Puna’s grandmother Mākere Wano (nee Wharehoka) was born and raised on the coast at Pungarehu – a Parihaka child whose first language was te reo Māori. At a Hui Aranga in the early 1950s, Mākere met and later married John Wano, of Ngāti Awa. Raised an urban Māori in Wellington, he learnt te reo as a 60-year-old through Te Ataarangi. “That’s why my mother and uncles were part of the te reo revitalisation movement in the late 80s and 90s, and why I was raised with the expectation that I would have the reo,” Puna says.

Cultural connection is a priority aspiration in her new role.

“It’s not just about the history of Parininihi ki Waitōtara – it’s also about who we are as Taranaki Māori. As a legacy organisation, we want to work with iwi, hapū and whānau to tell the story of the land. It’s a beautiful, deep, rich history. Reconnecting our shareholders to their own people, stories and land is an important part of the legacy.”

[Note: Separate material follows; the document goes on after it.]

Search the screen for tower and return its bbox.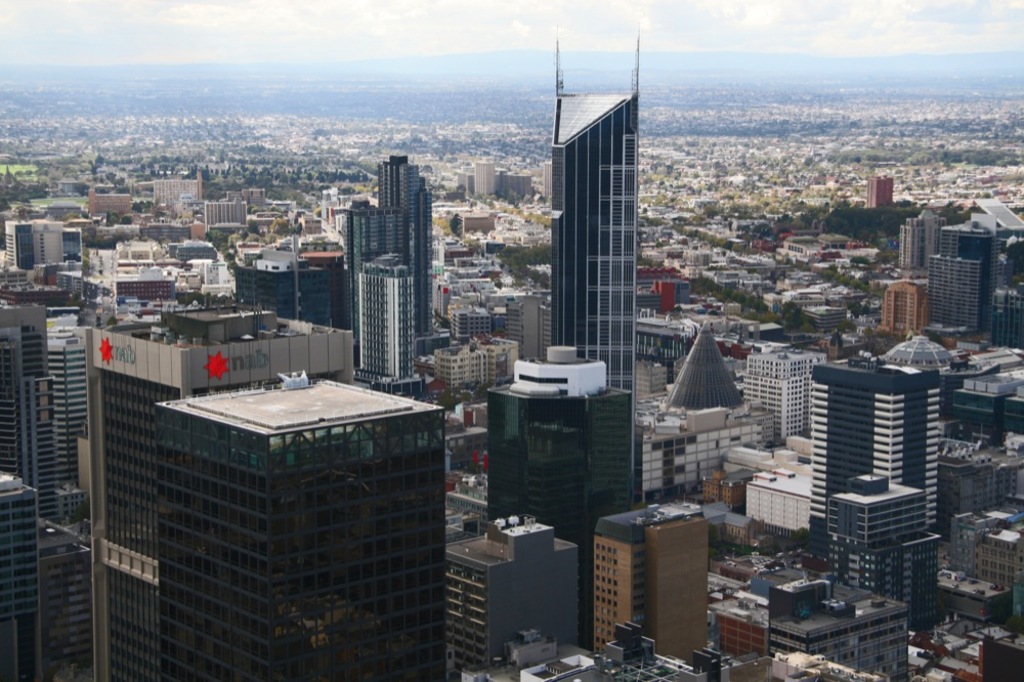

Legacy and contributing back are central to Richard’s arrival at PKW, too. Born and bred on a West Coast lease farm, a previous scholarship recipient and future shareholder, he is proud to be in a position to help advance the incorporation’s aspirations.

Above: Richard Buttimore

Brought up on a lease farm on Kirihau Rd, near Ōakura, Richard was keenly aware from a young age of the land’s history. His father was a leasehold farmer who joined the 1996 tractor march to Wellington to oppose changing the lease regime. His mother is a PKW shareholder.

“It was an interesting dynamic. I was the youngest of four, and that meant I was Mum’s companion for all the PKW meetings. I was very aware of the issues, being exposed to both sides of the legislative dispute!” he remembers.

With an extensive background in commercial property in Australia and Aotearoa, he returned from Christchurch in 2016 to be the Operations and Commercial Manager at Papa Rererangi i Puketapu (New Plymouth Airport) before joining PKW.

His mahi now is to look after PKW’s extensive land holdings and seek opportunities to grow and diversify the incorporation’s commercial investments.

“We hold a significant footprint of rural land in Taranaki. Of our 20,000ha, we actively control 3700ha – most of our whenua remains under perpetual leases, with rights for the occupier to continue leasing. The end goal is to one day actively control all 20,000ha,” he says.

“We have a right of first refusal if a lessee decides to sell their leasehold interest, and there have been off-market transactions where we’ve approached the leaseholder to re-acquire land of strategic importance, but we’re capitally constrained so we have to prioritise which leases we want now and which to acquire later.”

Part of Richard’s new role is to review PKW’s land management strategy to see if it is still fit for purpose. The strategy includes identifying whenua for priority acquisition and aims to grow the footprint and consider other commercial opportunities.

“We’re a strong dairy and rural landowner but there is opportunity to diversify – not just in the commercial space but also through alternate land use,” Richard says.

PKW interests include agribusiness (it is the largest Taranaki supplier of milk to Fonterra), the Waipipi wind farm, radiata pine forestry, commercial properties in New Plymouth, Waitara and Stratford, crayfish, horticulture and a Māori coinvestment property fund.

“Dairy is creating wealth for us, but we understand that there is a social licence aspect in dairy farming. As a Māori organisation, you have to consider the environment, and our shareholders expect that we will continue to incorporate sustainable practices in all that we do. That might include exploring further opportunities like Waipipi, forestry, carbon farming and other land use alternatives,” says Richard.